Visit Belfast: Flag Issue Not Representative of People, City

Go and visit Belfast. Yes, you will see the flags and the murals that provide the backdrop to the negative stories that flood the news. But you will not see enough active disagreement to justify the attention these topical issues receive.
This post was published on the now-closed HuffPost Contributor platform. Contributors control their own work and posted freely to our site. If you need to flag this entry as abusive, send us an email.
Two Loyalist protesters dressed in Union flag outfits walk infront of police landrovers during a demonstration outside Belfast City Hall in Belfast, Northern Ireland on January 19, 2013. The demonstration was staged as part of an ongoing campaign opposing Belfast City Council's decision to restrict the number of days on which the British Union Flag will fly over the City Hall. AFP PHOTO / PETER MUHLY (Photo credit should read PETER MUHLY/AFP/Getty Images)
Two Loyalist protesters dressed in Union flag outfits walk infront of police landrovers during a demonstration outside Belfast City Hall in Belfast, Northern Ireland on January 19, 2013. The demonstration was staged as part of an ongoing campaign opposing Belfast City Council's decision to restrict the number of days on which the British Union Flag will fly over the City Hall. AFP PHOTO / PETER MUHLY (Photo credit should read PETER MUHLY/AFP/Getty Images)

A few people ruining for the majority. That's the age-old story of Belfast, Northern Ireland, and that majority has been sick of it for decades.

To the American layperson, the image of Belfast remains stained by the brutal violence of the seventies, eighties, nineties and early 2000s. For many visitors to the island, this means intentionally not visiting the North, and instead ordering another pint in the Republic, while kissing the Blarney Stone and circling the Ring of Kerry.

Belfast was my home for two years, from 2005 to 2007. The city comprises the dearest, most loving and caring people I have ever had the pleasure of knowing. Protestant and Catholic alike. 99 percent of them would hate my labeling them that way, with the "P" and "C" words. But here I have to, to announce that there are so, so many residents of that city who think this flag issue is another chapter in the book of stupid local conflicts. And there is another section of the city yet even more perturbed; a section dedicated to peace work and reconciliation. There they sit, head in hands, as the media tells the world just the opposite of the truth: Belfast is the same old Belfast it always has been.

Now come articles implying the recent protests and violence over the flying of flags at City Hall are keeping Belfastians from shopping at City Centre. In a country where the economy is shaky on a good day, this presents a poignant problem for small business owners.

But articles like these present a global problem, as well. They send an incorrect message, read and misinterpreted by so many. Any media publication, for that matter, that covers the small group of people who protest, riot and who make a bigger scene of this matter than necessary is simultaneously doing that great city and its people a disservice.

Yes, these events have to be covered. They are a continuation of a story that at one time encapsulated the world, with its most famous chapter published in 1998 with the signing of the Good Friday Agreement. But the story has since had several chapters of a different tone, containing not petrol bombs but smiles, not stone throwing but hands shaking, not division but neighborhood unification.

Go and visit Belfast. Yes, you will see the flags and the murals that provide the backdrop to the negative stories that flood the news. But you will not see enough active disagreement to justify the attention these topical issues receive.

My bet is that you will meet people who live in the future. People who want nothing more than their city to be known for the attitudes of the kind and caring, and not for those living 30 years in past.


What the task asks:
Examine each line of the data. Copy the line if it includes the word "Shopify".

==================================================

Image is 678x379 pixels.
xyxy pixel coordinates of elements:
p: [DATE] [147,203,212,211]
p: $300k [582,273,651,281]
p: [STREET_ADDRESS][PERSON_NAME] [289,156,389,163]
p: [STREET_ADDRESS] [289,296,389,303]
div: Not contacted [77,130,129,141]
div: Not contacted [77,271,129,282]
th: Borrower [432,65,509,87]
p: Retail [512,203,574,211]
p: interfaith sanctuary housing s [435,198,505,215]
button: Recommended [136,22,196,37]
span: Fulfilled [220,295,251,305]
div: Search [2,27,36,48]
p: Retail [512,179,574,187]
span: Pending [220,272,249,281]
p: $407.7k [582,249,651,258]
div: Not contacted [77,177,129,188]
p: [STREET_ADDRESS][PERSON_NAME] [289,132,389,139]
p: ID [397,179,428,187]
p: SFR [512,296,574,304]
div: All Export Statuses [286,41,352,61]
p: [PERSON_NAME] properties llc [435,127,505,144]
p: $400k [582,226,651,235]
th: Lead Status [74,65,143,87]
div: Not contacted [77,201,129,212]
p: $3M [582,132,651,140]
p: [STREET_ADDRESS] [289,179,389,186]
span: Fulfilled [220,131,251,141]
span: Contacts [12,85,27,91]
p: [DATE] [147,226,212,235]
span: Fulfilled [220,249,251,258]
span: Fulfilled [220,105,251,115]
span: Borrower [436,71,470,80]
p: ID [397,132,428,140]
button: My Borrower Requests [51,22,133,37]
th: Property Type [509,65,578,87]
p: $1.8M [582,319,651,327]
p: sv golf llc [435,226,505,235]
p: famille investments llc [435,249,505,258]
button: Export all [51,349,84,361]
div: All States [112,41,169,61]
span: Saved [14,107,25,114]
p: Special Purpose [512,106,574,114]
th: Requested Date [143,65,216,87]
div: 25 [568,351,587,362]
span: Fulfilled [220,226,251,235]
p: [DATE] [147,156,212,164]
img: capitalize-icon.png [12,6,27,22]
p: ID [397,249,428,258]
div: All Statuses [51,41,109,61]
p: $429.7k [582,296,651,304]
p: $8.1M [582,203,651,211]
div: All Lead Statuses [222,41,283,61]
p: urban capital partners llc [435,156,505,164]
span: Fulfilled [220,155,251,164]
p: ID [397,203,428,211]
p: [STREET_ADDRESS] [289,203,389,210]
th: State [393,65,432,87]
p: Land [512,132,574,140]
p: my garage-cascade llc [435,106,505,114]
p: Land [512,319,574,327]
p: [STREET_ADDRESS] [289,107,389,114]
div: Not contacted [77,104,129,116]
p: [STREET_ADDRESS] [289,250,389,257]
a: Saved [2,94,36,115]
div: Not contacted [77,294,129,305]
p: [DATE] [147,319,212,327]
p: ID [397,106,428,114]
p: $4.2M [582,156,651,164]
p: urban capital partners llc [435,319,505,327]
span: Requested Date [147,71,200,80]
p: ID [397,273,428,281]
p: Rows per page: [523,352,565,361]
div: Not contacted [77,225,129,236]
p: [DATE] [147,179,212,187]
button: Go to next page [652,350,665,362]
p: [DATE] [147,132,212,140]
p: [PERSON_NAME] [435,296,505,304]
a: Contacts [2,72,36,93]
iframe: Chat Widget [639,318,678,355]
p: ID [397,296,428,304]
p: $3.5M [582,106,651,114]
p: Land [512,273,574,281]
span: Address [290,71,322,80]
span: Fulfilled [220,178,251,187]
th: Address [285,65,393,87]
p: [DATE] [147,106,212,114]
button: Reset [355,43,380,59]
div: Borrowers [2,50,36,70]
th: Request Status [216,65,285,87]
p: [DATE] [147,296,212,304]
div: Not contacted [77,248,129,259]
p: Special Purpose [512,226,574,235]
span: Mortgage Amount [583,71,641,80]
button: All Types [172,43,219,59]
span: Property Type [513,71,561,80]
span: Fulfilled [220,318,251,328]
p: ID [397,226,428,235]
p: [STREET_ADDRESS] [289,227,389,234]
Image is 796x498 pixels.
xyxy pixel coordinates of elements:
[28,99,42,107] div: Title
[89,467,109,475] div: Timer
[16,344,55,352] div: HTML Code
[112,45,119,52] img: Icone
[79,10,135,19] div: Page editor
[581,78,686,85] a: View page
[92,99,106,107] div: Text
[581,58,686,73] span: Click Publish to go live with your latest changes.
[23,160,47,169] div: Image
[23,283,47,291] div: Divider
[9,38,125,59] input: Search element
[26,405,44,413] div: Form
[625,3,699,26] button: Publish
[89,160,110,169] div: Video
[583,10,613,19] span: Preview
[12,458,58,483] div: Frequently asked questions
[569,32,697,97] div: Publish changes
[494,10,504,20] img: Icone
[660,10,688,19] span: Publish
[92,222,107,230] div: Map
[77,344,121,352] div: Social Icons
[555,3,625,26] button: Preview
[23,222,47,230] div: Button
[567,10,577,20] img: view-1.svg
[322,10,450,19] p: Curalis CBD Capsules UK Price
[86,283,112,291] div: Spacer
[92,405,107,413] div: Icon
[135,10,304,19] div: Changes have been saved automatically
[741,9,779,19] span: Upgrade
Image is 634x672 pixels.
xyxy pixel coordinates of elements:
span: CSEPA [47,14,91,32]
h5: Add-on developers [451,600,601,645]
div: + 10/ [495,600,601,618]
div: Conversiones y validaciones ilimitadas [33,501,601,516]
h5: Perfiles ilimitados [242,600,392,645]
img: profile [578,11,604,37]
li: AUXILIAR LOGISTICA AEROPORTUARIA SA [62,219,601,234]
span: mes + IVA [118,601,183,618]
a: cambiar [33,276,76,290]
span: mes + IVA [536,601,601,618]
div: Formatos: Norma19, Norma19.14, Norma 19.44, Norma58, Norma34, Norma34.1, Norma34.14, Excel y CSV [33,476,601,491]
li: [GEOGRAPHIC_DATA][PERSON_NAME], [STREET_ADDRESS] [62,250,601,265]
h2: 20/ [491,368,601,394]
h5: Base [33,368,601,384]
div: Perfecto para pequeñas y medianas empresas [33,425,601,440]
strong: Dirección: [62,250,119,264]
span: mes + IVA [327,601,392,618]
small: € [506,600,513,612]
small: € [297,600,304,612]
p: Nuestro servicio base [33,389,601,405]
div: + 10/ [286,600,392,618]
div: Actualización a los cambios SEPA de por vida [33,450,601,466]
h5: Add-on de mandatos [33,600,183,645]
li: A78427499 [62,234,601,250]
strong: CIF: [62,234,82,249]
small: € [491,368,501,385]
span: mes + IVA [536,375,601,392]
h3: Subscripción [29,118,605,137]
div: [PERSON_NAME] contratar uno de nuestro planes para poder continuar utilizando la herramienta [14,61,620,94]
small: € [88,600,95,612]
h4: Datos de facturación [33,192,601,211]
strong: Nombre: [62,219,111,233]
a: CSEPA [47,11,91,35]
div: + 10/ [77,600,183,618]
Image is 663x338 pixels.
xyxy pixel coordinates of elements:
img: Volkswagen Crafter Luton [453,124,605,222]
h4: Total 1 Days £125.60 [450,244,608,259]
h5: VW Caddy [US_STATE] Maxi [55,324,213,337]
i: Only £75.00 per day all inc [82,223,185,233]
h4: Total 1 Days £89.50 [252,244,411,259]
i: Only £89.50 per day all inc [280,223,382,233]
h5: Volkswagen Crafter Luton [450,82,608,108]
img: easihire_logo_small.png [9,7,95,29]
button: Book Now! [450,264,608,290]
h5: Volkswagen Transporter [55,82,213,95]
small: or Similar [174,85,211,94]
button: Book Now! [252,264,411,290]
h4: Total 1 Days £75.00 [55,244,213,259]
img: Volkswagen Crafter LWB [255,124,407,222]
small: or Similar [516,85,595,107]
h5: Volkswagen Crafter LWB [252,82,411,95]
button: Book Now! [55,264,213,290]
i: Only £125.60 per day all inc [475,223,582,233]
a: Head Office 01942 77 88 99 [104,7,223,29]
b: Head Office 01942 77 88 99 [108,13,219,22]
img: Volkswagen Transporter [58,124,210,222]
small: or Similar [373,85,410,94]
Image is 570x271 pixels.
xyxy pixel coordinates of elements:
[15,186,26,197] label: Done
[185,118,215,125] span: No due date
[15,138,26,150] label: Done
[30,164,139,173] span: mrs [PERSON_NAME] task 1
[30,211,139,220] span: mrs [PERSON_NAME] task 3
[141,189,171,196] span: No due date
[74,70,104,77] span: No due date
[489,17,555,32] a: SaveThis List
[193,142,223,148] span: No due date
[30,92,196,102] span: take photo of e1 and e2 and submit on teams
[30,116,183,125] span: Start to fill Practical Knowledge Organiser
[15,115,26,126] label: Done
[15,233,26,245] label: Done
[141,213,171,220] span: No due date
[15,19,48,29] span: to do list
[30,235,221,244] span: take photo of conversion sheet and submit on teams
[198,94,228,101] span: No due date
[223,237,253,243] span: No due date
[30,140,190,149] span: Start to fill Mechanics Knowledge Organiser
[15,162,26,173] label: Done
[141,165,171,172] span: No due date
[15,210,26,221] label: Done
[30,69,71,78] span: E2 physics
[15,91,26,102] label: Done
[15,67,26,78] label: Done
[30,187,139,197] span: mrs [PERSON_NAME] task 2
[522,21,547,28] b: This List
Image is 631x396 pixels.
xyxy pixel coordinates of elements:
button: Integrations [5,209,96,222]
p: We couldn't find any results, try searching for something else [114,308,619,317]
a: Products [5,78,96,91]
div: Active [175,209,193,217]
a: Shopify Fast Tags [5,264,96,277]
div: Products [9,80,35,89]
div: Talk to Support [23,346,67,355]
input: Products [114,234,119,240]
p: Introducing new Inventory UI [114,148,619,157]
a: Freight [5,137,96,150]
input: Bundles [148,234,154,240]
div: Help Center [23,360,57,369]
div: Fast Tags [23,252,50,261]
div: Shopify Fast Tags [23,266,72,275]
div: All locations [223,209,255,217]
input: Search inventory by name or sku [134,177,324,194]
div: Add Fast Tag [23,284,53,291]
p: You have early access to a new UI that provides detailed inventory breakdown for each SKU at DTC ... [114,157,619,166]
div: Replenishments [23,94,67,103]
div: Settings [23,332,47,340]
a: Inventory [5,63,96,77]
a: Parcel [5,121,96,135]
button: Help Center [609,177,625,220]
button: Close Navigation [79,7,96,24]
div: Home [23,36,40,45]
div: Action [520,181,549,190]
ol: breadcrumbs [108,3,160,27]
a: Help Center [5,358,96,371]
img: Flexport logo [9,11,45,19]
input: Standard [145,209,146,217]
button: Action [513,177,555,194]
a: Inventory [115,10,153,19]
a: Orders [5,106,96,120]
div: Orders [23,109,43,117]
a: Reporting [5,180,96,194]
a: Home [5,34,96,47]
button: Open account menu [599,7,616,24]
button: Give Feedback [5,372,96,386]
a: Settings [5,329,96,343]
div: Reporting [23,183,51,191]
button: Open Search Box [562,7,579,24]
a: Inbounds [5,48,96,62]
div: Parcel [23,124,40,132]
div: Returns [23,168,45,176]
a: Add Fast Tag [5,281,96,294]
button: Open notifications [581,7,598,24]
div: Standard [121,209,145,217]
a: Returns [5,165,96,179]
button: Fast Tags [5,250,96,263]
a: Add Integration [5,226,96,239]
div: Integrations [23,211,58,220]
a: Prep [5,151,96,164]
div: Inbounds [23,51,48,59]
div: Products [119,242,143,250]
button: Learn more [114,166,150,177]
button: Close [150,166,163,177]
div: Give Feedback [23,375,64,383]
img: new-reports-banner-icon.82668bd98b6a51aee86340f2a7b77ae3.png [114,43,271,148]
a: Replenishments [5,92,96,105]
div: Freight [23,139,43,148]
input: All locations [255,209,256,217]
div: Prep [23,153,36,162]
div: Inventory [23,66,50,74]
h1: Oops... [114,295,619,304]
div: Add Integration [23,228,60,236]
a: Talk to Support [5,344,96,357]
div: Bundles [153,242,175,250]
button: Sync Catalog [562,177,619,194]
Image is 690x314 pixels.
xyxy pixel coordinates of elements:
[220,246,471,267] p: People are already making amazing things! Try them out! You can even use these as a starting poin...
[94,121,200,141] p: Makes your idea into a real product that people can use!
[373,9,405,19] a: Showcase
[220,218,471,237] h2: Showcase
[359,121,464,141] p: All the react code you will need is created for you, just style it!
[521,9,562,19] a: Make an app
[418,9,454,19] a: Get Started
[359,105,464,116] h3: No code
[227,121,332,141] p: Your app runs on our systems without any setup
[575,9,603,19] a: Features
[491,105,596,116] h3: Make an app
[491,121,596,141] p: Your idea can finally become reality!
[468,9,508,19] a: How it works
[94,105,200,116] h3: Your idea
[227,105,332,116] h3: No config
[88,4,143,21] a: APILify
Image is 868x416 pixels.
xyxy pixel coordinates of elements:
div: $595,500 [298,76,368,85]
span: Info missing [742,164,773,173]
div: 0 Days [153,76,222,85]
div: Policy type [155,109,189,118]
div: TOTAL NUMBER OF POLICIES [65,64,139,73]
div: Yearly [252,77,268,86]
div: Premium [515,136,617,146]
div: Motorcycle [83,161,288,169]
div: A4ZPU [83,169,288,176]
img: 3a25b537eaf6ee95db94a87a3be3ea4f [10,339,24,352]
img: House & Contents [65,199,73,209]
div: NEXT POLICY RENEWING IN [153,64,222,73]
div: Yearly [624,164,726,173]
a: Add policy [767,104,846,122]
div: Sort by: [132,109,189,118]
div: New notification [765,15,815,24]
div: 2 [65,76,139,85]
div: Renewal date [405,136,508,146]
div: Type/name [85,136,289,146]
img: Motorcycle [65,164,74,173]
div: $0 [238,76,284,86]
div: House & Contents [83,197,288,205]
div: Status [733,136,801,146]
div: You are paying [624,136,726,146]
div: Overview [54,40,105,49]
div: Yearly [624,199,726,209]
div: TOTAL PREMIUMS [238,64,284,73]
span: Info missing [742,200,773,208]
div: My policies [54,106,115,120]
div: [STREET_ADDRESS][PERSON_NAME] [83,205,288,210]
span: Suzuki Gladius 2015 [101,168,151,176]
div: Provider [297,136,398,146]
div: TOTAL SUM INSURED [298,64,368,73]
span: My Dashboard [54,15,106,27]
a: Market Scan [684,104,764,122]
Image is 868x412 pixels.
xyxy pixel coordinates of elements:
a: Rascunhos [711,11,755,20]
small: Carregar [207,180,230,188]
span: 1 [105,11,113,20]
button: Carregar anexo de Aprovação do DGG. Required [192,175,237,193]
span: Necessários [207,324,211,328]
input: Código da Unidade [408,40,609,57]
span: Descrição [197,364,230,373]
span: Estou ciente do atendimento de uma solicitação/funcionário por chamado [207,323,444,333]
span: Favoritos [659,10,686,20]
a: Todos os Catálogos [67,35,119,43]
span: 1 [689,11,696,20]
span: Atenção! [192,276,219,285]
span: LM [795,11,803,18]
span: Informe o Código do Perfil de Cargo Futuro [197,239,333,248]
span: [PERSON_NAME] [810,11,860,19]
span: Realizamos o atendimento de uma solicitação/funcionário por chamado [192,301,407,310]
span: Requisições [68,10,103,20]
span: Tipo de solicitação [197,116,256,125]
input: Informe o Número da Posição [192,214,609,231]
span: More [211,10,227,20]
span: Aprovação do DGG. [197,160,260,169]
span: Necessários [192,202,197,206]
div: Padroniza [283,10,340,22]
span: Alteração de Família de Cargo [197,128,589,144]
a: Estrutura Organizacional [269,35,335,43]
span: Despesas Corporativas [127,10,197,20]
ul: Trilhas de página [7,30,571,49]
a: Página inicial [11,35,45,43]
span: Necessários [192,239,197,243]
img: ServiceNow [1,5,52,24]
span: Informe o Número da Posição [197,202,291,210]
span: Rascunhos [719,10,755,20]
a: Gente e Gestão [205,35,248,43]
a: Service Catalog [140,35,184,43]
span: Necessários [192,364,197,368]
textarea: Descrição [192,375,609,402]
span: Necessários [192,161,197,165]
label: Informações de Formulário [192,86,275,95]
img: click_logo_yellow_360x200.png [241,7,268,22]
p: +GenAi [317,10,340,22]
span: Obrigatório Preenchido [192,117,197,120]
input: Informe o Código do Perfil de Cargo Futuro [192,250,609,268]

==================================================

Completed exercise:
a: Shopify Fast Tags [5,264,96,277]
div: Shopify Fast Tags [23,266,72,275]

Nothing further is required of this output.